Somalia Consolidation of Colonial Rule
The two decades between 1900 and 1920 were a period of
colonial consolidation. However, of the colonial powers that had
divided the Somalis, only Italy developed a comprehensive
administrative plan for its colony. The Italians intended to
plant a colony of settlers and commercial entrepreneurs in the
region between the Shabeelle and Jubba rivers in southern
Somalia. The motivation was threefold: to "relieve population
pressure at home," to offer the "civilizing Roman mission" to the
Somalis, and to increase Italian prestige through overseas
colonization. Initiated by Governor Carletti (1906-10), Italy's
colonial program received further impetus by the introduction of
fascist ideology and economic planning in the 1920s, particularly
during the administration of Governor Cesare Maria de Vecchi de
Val Cismon. Large-scale development projects were launched,
including a system of plantations on which citrus fruits,
primarily bananas, and sugarcane, were grown. Sugarcane fields in
Giohar and numerous banana plantations around the town of
Jannaale on the Shabeelle River, and at the southern mouth of the
Jubba River near Chisimayu, helped transform southern Somalia's
economy.
In contrast to the Italian colony, British Somaliland stayed
a neglected backwater. Daunted by the diversion of substantial
development funds to the suppression of the dervish insurrection
and by the "wild" character of the anarchic Somali pastoralists,
Britain used its colony as little more than a supplier of meat
products to Aden. This policy had a tragic effect on the future
unity and stability of independent Somalia. When the two former
colonies merged to form the Somali Republic in 1960, the north
lagged far behind the south in economic infrastructure and
skilled labor. As a result, southerners gradually came to
dominate the new state's economic and political life--a hegemony
that bred a sense of betrayal and bitterness among northerners.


**EXERCISE INSTRUCTIONS:** Transcribe the entries exactly. Start at the top, stop after the line with "Image is 868x408 pixels.", and omit every picture.

(RECORD EXCERPTS)

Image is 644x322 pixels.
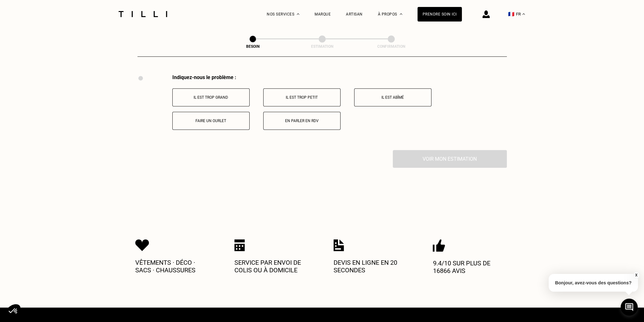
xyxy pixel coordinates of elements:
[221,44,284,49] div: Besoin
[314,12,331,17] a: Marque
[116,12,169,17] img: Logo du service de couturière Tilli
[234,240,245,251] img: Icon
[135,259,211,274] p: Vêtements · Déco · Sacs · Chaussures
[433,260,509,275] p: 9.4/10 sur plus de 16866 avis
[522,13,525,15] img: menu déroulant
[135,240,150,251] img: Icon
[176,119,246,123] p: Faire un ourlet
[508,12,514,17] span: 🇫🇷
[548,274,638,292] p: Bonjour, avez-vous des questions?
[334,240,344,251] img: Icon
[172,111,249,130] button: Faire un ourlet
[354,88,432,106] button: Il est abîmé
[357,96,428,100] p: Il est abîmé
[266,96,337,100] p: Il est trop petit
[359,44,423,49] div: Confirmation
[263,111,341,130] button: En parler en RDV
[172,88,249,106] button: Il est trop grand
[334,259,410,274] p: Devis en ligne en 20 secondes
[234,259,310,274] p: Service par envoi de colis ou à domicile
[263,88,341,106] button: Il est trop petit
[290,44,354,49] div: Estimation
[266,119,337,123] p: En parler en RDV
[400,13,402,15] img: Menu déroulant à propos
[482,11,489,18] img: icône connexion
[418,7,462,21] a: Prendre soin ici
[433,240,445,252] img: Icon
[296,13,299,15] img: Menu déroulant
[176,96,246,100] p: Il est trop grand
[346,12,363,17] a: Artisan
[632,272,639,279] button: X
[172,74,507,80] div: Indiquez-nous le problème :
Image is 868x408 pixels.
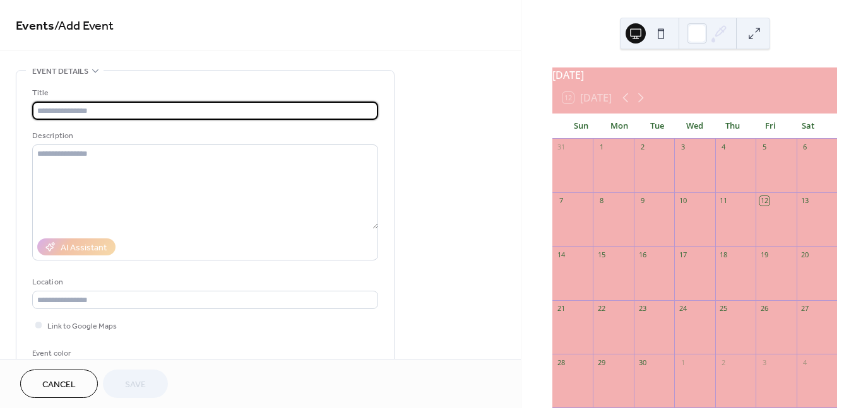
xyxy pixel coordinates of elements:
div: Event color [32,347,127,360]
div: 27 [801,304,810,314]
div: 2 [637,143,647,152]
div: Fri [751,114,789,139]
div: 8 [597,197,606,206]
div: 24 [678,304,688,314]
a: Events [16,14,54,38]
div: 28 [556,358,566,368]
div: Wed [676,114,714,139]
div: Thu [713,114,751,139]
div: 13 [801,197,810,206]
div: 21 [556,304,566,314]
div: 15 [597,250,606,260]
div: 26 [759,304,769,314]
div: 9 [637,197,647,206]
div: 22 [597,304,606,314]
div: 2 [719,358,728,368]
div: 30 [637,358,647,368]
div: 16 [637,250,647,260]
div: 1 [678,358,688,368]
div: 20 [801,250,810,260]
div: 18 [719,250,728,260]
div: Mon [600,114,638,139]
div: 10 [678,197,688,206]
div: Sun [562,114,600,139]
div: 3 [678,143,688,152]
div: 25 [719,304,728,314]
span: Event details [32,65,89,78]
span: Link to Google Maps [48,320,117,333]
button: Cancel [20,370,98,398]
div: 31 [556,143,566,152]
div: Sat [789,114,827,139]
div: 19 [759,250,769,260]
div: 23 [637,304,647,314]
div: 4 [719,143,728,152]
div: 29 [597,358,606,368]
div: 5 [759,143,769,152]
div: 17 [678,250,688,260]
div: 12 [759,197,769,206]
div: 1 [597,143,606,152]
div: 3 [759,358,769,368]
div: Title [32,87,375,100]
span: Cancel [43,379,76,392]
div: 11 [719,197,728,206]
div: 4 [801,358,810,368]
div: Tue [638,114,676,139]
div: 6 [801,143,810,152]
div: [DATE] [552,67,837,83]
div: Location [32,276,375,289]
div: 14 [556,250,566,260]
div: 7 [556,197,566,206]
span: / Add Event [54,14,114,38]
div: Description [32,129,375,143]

(End RECORD EXCERPTS)

**FINAL ANSWER:**
Image is 644x322 pixels.
xyxy pixel coordinates of elements:
[221,44,284,49] div: Besoin
[314,12,331,17] a: Marque
[116,12,169,17] img: Logo du service de couturière Tilli
[234,240,245,251] img: Icon
[135,259,211,274] p: Vêtements · Déco · Sacs · Chaussures
[433,260,509,275] p: 9.4/10 sur plus de 16866 avis
[522,13,525,15] img: menu déroulant
[135,240,150,251] img: Icon
[176,119,246,123] p: Faire un ourlet
[508,12,514,17] span: 🇫🇷
[548,274,638,292] p: Bonjour, avez-vous des questions?
[334,240,344,251] img: Icon
[172,111,249,130] button: Faire un ourlet
[354,88,432,106] button: Il est abîmé
[357,96,428,100] p: Il est abîmé
[266,96,337,100] p: Il est trop petit
[359,44,423,49] div: Confirmation
[263,111,341,130] button: En parler en RDV
[172,88,249,106] button: Il est trop grand
[334,259,410,274] p: Devis en ligne en 20 secondes
[234,259,310,274] p: Service par envoi de colis ou à domicile
[263,88,341,106] button: Il est trop petit
[290,44,354,49] div: Estimation
[266,119,337,123] p: En parler en RDV
[400,13,402,15] img: Menu déroulant à propos
[482,11,489,18] img: icône connexion
[418,7,462,21] a: Prendre soin ici
[433,240,445,252] img: Icon
[296,13,299,15] img: Menu déroulant
[176,96,246,100] p: Il est trop grand
[346,12,363,17] a: Artisan
[632,272,639,279] button: X
[172,74,507,80] div: Indiquez-nous le problème :
Image is 868x408 pixels.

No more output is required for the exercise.